Weekly Research Meetings

CBMM Weekly Research Meeting

Oct 18, 2013 - 8:30 pm
Venue:  Harvard University: Northwest Bldg, Room 353

Agenda

Gabriel Kreiman will introduce Thrust 2.
Hanlin Tang, student in the Kreiman Lab, will give a brief presentation based on object completion and recordings in humans.
Matt Wilson will give a brief presentation based on recordings in rodents.
General discussion.

CBMM Weekly Research Meeting

Oct 4, 2013 - 8:30 pm
Venue:  Harvard University: William James Hall, 7th Floor Address:  33 Kirkland Street Harvard University William James Hall Cambridge, MA 02138 United States Speaker/s:  Nakayama Lab Kanwisher Lab

Harvard will be hosting this week’s CBMM Research meeting.

There will be informal presentations from the Nakayama and Kanwisher labs.

We hope you will be able to join us.

CBMM Weekly Research Meeting

Sep 27, 2013 - 8:30 pm
Venue:  MIT: McGovern Institute Reading Room, 46-5165 Speaker/s:  Tomaso Poggio

Agenda

  • CBMM vision
  • Meeting with Farnam Jahanian
  • Education+outreach decisions
  • Core project: discussion
  • Community building

Summary, Director Poggio:

Last week we had the first of a series of weekly meetings which have the purposes

  •  of community building
  • of sharing the CBMM vision and
  • of discussing the specifics of our research plan

Last week I introduced the vision and the goals of CBMM and described its core challenge. The discussion that followed was about the CBMM Challenge, about various educational and outreach issues presented by Dr. Sassanfar and about a report on the meeting that several of us had with the director of CISE (at NSF). I enclose a copy of slides and agenda. Please have a look, especially if you were not able to make it, because I added a few more bits of information!

Biological and artificial curiosity: models, behaviors and robots

Nov 18, 2014 - 9:00 pm
Venue:  MIT: McGovern Institute Seminar Room, 46-3189 Address:  43 Vassar Street MIT Bldg 46 Cambridge, MA 02139 United States Speaker/s:  Goren Gordon Personal Robots Group Media Lab, MIT

Curiosity is one of the major human drives. Can we model curiosity in biological agents? Can we implement these models in artificial systems? What happens when a curious child meets a curious robot? In this talk I present recent work on the study of curiosity. First, studies of curiosity-driven behaviors in humans and rodents are presented, where I show that biological agents attempt to manage their novelty in a structured manner. A model that captures this structure is presented, wherein emergent exploration behaviors are balanced with novelty-based withdrawal-like actions. The model, which has only a few free parameters, reproduce, explain and predict many observed behaviors in mice and rats. A similar model explained human subjects’ behavior, when artificial whiskers were attached to their fingers and they were asked to localize poles, just like rodents. The same curiosity-based architecture is also implemented in curious robots that learn about their own body and people interacting with them, resulting in emergent behaviors that have similar characteristics to infants’ behaviors. Finally, results from a recent study show that children’s curiosity is higher after interacting with a curious social robot, compared to a non-curious one. Future work on studies of infants’, children’s and adults’ curiosity-driven behavior as well as the development of autonomous curious robots, concludes the talk.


**Prompt:** Once every line in the data that follows has been checked for the word "name", give only the number of lines that hold it.

**Input:**
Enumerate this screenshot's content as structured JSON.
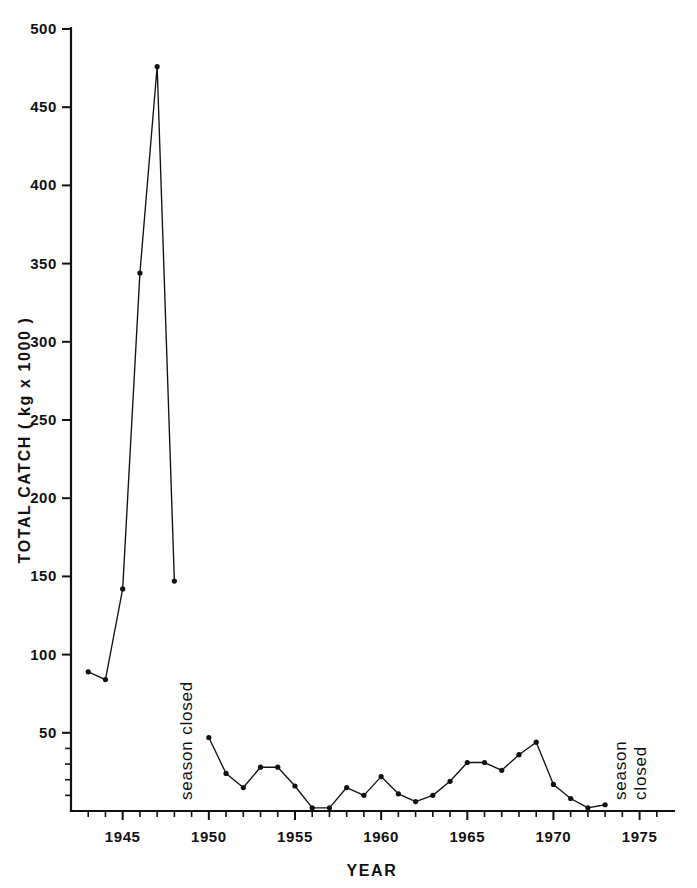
{
  "chart_data": {
    "type": "line",
    "title": "",
    "xlabel": "YEAR",
    "ylabel": "TOTAL  CATCH  ( kg x 1000 )",
    "xlim": [
      1942,
      1977
    ],
    "ylim": [
      0,
      500
    ],
    "grid": false,
    "legend": "none",
    "x_major_ticks": [
      1945,
      1950,
      1955,
      1960,
      1965,
      1970,
      1975
    ],
    "x_major_tick_labels": [
      "1945",
      "1950",
      "1955",
      "1960",
      "1965",
      "1970",
      "1975"
    ],
    "x_minor_tick_step": 1,
    "y_major_ticks": [
      50,
      100,
      150,
      200,
      250,
      300,
      350,
      400,
      450,
      500
    ],
    "y_major_tick_labels": [
      "50",
      "100",
      "150",
      "200",
      "250",
      "300",
      "350",
      "400",
      "450",
      "500"
    ],
    "y_minor_ticks": [
      10,
      20,
      30,
      40
    ],
    "series": [
      {
        "name": "total catch",
        "marker": "filled-circle",
        "x": [
          1943,
          1944,
          1945,
          1946,
          1947,
          1948,
          1950,
          1951,
          1952,
          1953,
          1954,
          1955,
          1956,
          1957,
          1958,
          1959,
          1960,
          1961,
          1962,
          1963,
          1964,
          1965,
          1966,
          1967,
          1968,
          1969,
          1970,
          1971,
          1972,
          1973
        ],
        "values": [
          89,
          84,
          142,
          344,
          476,
          147,
          47,
          24,
          15,
          28,
          28,
          16,
          2,
          2,
          15,
          10,
          22,
          11,
          6,
          10,
          19,
          31,
          31,
          26,
          36,
          44,
          17,
          8,
          2,
          4
        ],
        "gaps_after": [
          1948
        ]
      }
    ],
    "annotations": [
      {
        "text": "season closed",
        "lines": [
          "season closed"
        ],
        "orientation": "vertical",
        "x_year": 1949,
        "position": "left-gap"
      },
      {
        "text": "season closed",
        "lines": [
          "season",
          "closed"
        ],
        "orientation": "vertical",
        "x_year": 1974.2,
        "position": "right-gap"
      }
    ]
  },
  "axes": {
    "y_label_text": "TOTAL  CATCH  ( kg x 1000 )",
    "x_label_text": "YEAR"
  },
  "colors": {
    "ink": "#111111",
    "background": "#ffffff"
  }
}
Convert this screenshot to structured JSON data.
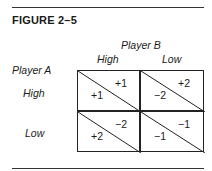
{
  "figure": {
    "title": "FIGURE 2–5",
    "player_b": "Player B",
    "player_a": "Player A",
    "columns": [
      "High",
      "Low"
    ],
    "rows": [
      "High",
      "Low"
    ],
    "payoffs": [
      [
        {
          "a": "+1",
          "b": "+1"
        },
        {
          "a": "−2",
          "b": "+2"
        }
      ],
      [
        {
          "a": "+2",
          "b": "−2"
        },
        {
          "a": "−1",
          "b": "−1"
        }
      ]
    ]
  }
}
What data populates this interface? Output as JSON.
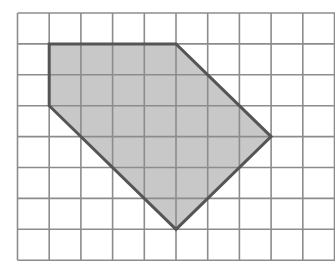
{
  "diagram": {
    "type": "grid-polygon",
    "grid": {
      "origin_px": [
        17.5,
        13
      ],
      "cell_px": [
        31.7,
        30.9
      ],
      "columns": 10,
      "rows": 8,
      "open_right_edge": true,
      "line_color": "#8c8c8c",
      "line_width": 1.6
    },
    "polygon": {
      "vertices": [
        [
          1,
          1
        ],
        [
          5,
          1
        ],
        [
          8,
          4
        ],
        [
          5,
          7
        ],
        [
          1,
          3
        ]
      ],
      "fill_color": "#c8c8c8",
      "stroke_color": "#555555",
      "stroke_width": 3
    },
    "colors": {
      "background": "#ffffff"
    }
  }
}
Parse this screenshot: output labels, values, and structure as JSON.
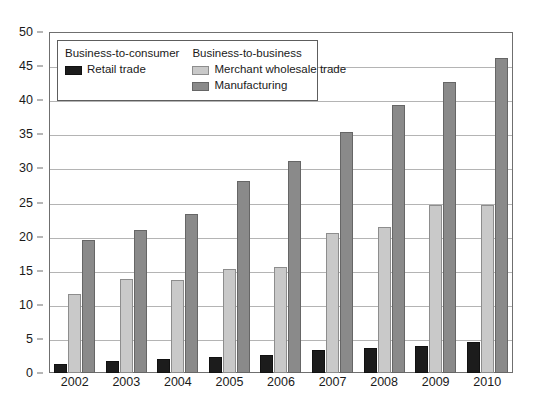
{
  "chart_data": {
    "type": "bar",
    "title": "",
    "subtitle": "",
    "xlabel": "",
    "ylabel": "",
    "categories": [
      "2002",
      "2003",
      "2004",
      "2005",
      "2006",
      "2007",
      "2008",
      "2009",
      "2010"
    ],
    "series": [
      {
        "name": "Retail trade",
        "group": "Business-to-consumer",
        "color": "#1c1c1c",
        "values": [
          1.3,
          1.7,
          2.1,
          2.4,
          2.7,
          3.4,
          3.6,
          4.0,
          4.5
        ]
      },
      {
        "name": "Merchant wholesale trade",
        "group": "Business-to-business",
        "color": "#c9c9c9",
        "values": [
          11.6,
          13.8,
          13.7,
          15.3,
          15.6,
          20.6,
          21.4,
          24.6,
          24.7
        ]
      },
      {
        "name": "Manufacturing",
        "group": "Business-to-business",
        "color": "#8a8a8a",
        "values": [
          19.5,
          21.0,
          23.3,
          28.1,
          31.1,
          35.3,
          39.3,
          42.7,
          46.2
        ]
      }
    ],
    "ylim": [
      0,
      50
    ],
    "ytick_step": 5,
    "yticks": [
      0,
      5,
      10,
      15,
      20,
      25,
      30,
      35,
      40,
      45,
      50
    ],
    "ytick_labels": [
      "0",
      "5",
      "10",
      "15",
      "20",
      "25",
      "30",
      "35",
      "40",
      "45",
      "50"
    ],
    "grid": true,
    "grid_axis": "y",
    "legend_position": "upper-left-inside"
  },
  "legend": {
    "columns": [
      {
        "heading": "Business-to-consumer",
        "entries": [
          {
            "label": "Retail trade",
            "swatch": "retail-swatch-icon"
          }
        ]
      },
      {
        "heading": "Business-to-business",
        "entries": [
          {
            "label": "Merchant wholesale trade",
            "swatch": "wholesale-swatch-icon"
          },
          {
            "label": "Manufacturing",
            "swatch": "manufacturing-swatch-icon"
          }
        ]
      }
    ]
  },
  "colors": {
    "retail": "#1c1c1c",
    "wholesale": "#c9c9c9",
    "manufacturing": "#8a8a8a",
    "gridline": "#b4b4b4",
    "frame": "#6f6f6f",
    "background": "#ffffff"
  }
}
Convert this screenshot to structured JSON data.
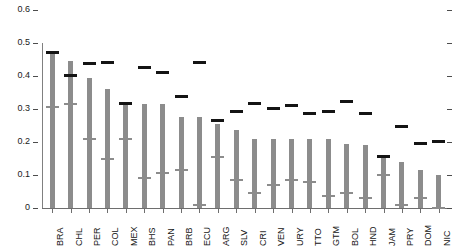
{
  "chart_data": {
    "type": "bar",
    "title": "",
    "subtitle": "",
    "xlabel": "",
    "ylabel": "",
    "ylim": [
      0,
      0.6
    ],
    "grid": false,
    "legend_position": "none",
    "ytick_labels": [
      "0.6",
      "0.5",
      "0.4",
      "0.3",
      "0.2",
      "0.1",
      "0"
    ],
    "ytick_values": [
      0.6,
      0.5,
      0.4,
      0.3,
      0.2,
      0.1,
      0
    ],
    "right_axis_ticks": [
      0.6,
      0.5,
      0.4,
      0.3,
      0.2,
      0.1,
      0
    ],
    "categories": [
      "BRA",
      "CHL",
      "PER",
      "COL",
      "MEX",
      "BHS",
      "PAN",
      "BRB",
      "ECU",
      "ARG",
      "SLV",
      "CRI",
      "VEN",
      "URY",
      "TTO",
      "GTM",
      "BOL",
      "HND",
      "JAM",
      "PRY",
      "DOM",
      "NIC"
    ],
    "series": [
      {
        "name": "bar",
        "values": [
          0.47,
          0.445,
          0.395,
          0.36,
          0.315,
          0.315,
          0.315,
          0.275,
          0.275,
          0.255,
          0.235,
          0.21,
          0.21,
          0.21,
          0.21,
          0.21,
          0.195,
          0.19,
          0.155,
          0.14,
          0.115,
          0.1
        ]
      },
      {
        "name": "upper-marker",
        "values": [
          0.47,
          0.4,
          0.435,
          0.44,
          0.315,
          0.425,
          0.41,
          0.335,
          0.44,
          0.265,
          0.29,
          0.315,
          0.3,
          0.31,
          0.285,
          0.29,
          0.32,
          0.285,
          0.155,
          0.245,
          0.195,
          0.2
        ]
      },
      {
        "name": "mid-marker",
        "values": [
          0.305,
          0.315,
          0.21,
          0.15,
          0.21,
          0.09,
          0.105,
          0.115,
          0.01,
          0.155,
          0.085,
          0.045,
          0.07,
          0.085,
          0.08,
          0.035,
          0.045,
          0.03,
          0.1,
          0.01,
          0.03,
          0.0
        ]
      }
    ]
  }
}
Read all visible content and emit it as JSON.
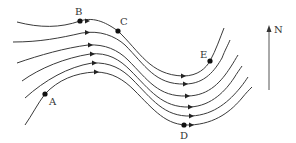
{
  "diagram": {
    "type": "streamline-flow",
    "points": [
      {
        "label": "A",
        "x": 45,
        "y": 94,
        "lx": 49,
        "ly": 105
      },
      {
        "label": "B",
        "x": 80,
        "y": 21,
        "lx": 75,
        "ly": 15
      },
      {
        "label": "C",
        "x": 118,
        "y": 31,
        "lx": 120,
        "ly": 25
      },
      {
        "label": "D",
        "x": 184,
        "y": 125,
        "lx": 180,
        "ly": 139
      },
      {
        "label": "E",
        "x": 210,
        "y": 61,
        "lx": 200,
        "ly": 58
      }
    ],
    "north": {
      "label": "N",
      "x": 276,
      "y_top": 26,
      "y_bottom": 90
    },
    "line_color": "#3a3a3a",
    "point_color": "#111111"
  }
}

**Answer section:** 7